What happened: Circle had $3.3B stuck in collapsed Silicon Valley Bank. USDC briefly traded at $0.87.

Outcome: Recovered in 3 days after Fed backstop

DAI Black Thursday March 2020

What happened: ETH crashed 50% in one day. DAI briefly traded at $1.10+ as people scrambled to repay loans.

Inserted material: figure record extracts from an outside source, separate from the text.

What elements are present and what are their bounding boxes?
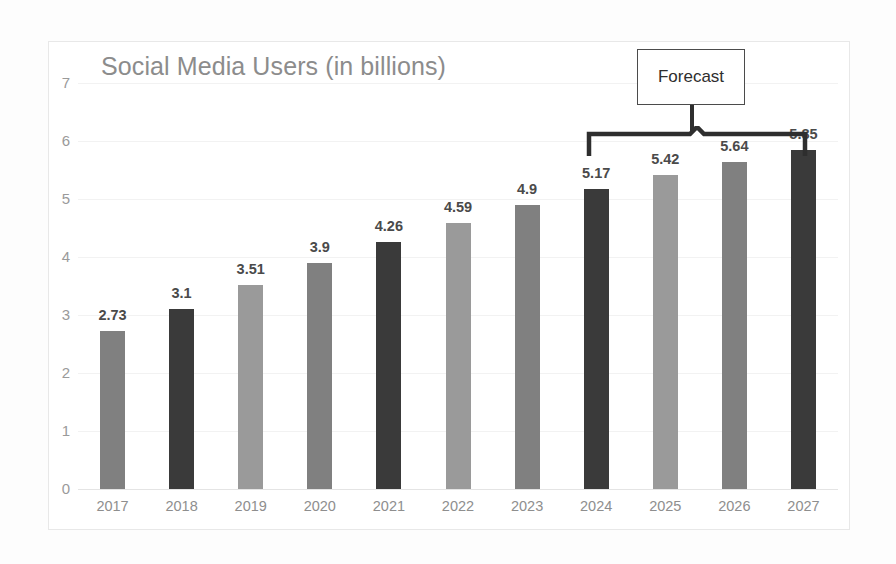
bar-2026[interactable] — [722, 162, 747, 489]
bar-2023[interactable] — [515, 205, 540, 489]
bar-value-label: 2.73 — [83, 307, 143, 323]
y-axis: 76543210 — [44, 83, 70, 489]
forecast-bracket-icon — [586, 126, 808, 158]
x-axis: 2017201820192020202120222023202420252026… — [78, 498, 838, 522]
bar-2017[interactable] — [100, 331, 125, 489]
forecast-annotation-label: Forecast — [637, 49, 745, 105]
bar-2021[interactable] — [376, 242, 401, 489]
bar-value-label: 3.9 — [290, 239, 350, 255]
x-axis-tick-label: 2024 — [566, 498, 626, 514]
x-axis-tick-label: 2026 — [704, 498, 764, 514]
bar-value-label: 5.17 — [566, 165, 626, 181]
x-axis-tick-label: 2018 — [152, 498, 212, 514]
y-axis-tick-label: 3 — [44, 306, 70, 323]
bar-2022[interactable] — [446, 223, 471, 489]
bar-2024[interactable] — [584, 189, 609, 489]
bar-2027[interactable] — [791, 150, 816, 489]
x-axis-tick-label: 2020 — [290, 498, 350, 514]
x-axis-tick-label: 2027 — [773, 498, 833, 514]
bar-2025[interactable] — [653, 175, 678, 489]
bar-2018[interactable] — [169, 309, 194, 489]
chart-title: Social Media Users (in billions) — [101, 52, 446, 81]
x-axis-tick-label: 2025 — [635, 498, 695, 514]
y-axis-tick-label: 6 — [44, 132, 70, 149]
x-axis-tick-label: 2021 — [359, 498, 419, 514]
bar-value-label: 3.51 — [221, 261, 281, 277]
y-axis-tick-label: 5 — [44, 190, 70, 207]
y-axis-tick-label: 7 — [44, 74, 70, 91]
x-axis-tick-label: 2019 — [221, 498, 281, 514]
bar-value-label: 3.1 — [152, 285, 212, 301]
bar-value-label: 4.59 — [428, 199, 488, 215]
y-axis-tick-label: 1 — [44, 422, 70, 439]
bar-value-label: 4.26 — [359, 218, 419, 234]
bar-value-label: 4.9 — [497, 181, 557, 197]
bar-2020[interactable] — [307, 263, 332, 489]
y-axis-tick-label: 2 — [44, 364, 70, 381]
y-axis-tick-label: 0 — [44, 480, 70, 497]
x-axis-tick-label: 2023 — [497, 498, 557, 514]
x-axis-tick-label: 2017 — [83, 498, 143, 514]
y-axis-tick-label: 4 — [44, 248, 70, 265]
x-axis-tick-label: 2022 — [428, 498, 488, 514]
bar-2019[interactable] — [238, 285, 263, 489]
gridline — [78, 489, 838, 490]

Outcome: Recovered, MakerDAO improved liquidation system

"The difference between USDT and UST is three letters and $40 billion in losses. Know your stablecoins."

— Crypto Trader Wisdom
04

How to Choose the Right Stablecoin

Use Case Best Choice Why
Active Trading USDT Best liquidity, most pairs
Long-term Storage USDC Most regulated, transparent
DeFi (Ethereum) DAI Decentralized, composable
Privacy Concerns DAI / LUSD Can't be frozen
US-based User USDC Regulatory clarity

Safety Tiers

Tier 1: Safest

  • USDC (regulated, transparent)
  • DAI (decentralized, over-collateralized)
  • USDP (Paxos, regulated)

Tier 2: Moderate Risk

  • USDT (huge but less transparent)
  • FRAX (partially algorithmic)
  • TUSD (smaller, variable backing)

Tier 3: Avoid

  • Pure algorithmic stables
  • Unknown/new stablecoins
  • Under-collateralized projects
05

Stablecoin Safety Strategy

The Diversification Approach

Don't put all your stables in one basket:

  • Split large holdings — 40% USDC, 40% USDT, 20% DAI
  • Use different chains — Some on Ethereum, some on L2s
  • Keep some in hardware wallet — Not all on exchanges
  • Monitor depeg alerts — Set price alerts below $0.99

Earning Yield on Stables

Stablecoins can earn 5-15% APY in DeFi through lending (Aave, Compound) or liquidity provision. But yields come with smart contract risk. Higher APY = higher risk.

Red Flags to Watch

  • Stablecoin trading below $0.98 for extended period
  • Reserves not matching circulating supply
  • Company refusing audits or attestations
  • Regulatory crackdowns in issuer's jurisdiction
  • High yield promises (20%+) on stables = likely ponzi
06

The Bottom Line

Stablecoins are essential crypto infrastructure — but they're not risk-free. Understanding the differences between USDT, USDC, and DAI can save you from the next depeg disaster.

Stablecoin Checklist

  • Never use purely algorithmic stablecoins for storage
  • Diversify across USDC, USDT, and DAI
  • Check reserve attestations/audits regularly
  • Set price alerts for any holdings below $0.99
  • Keep large holdings in self-custody (hardware wallet)
  • Understand that even "safe" stables can depeg temporarily

In crypto, even "stable" isn't guaranteed. Choose wisely.

BroBillionaire Editorial Team

We've held stablecoins through multiple depeg scares and the UST collapse. This guide reflects our experience navigating the stablecoin landscape since 2017.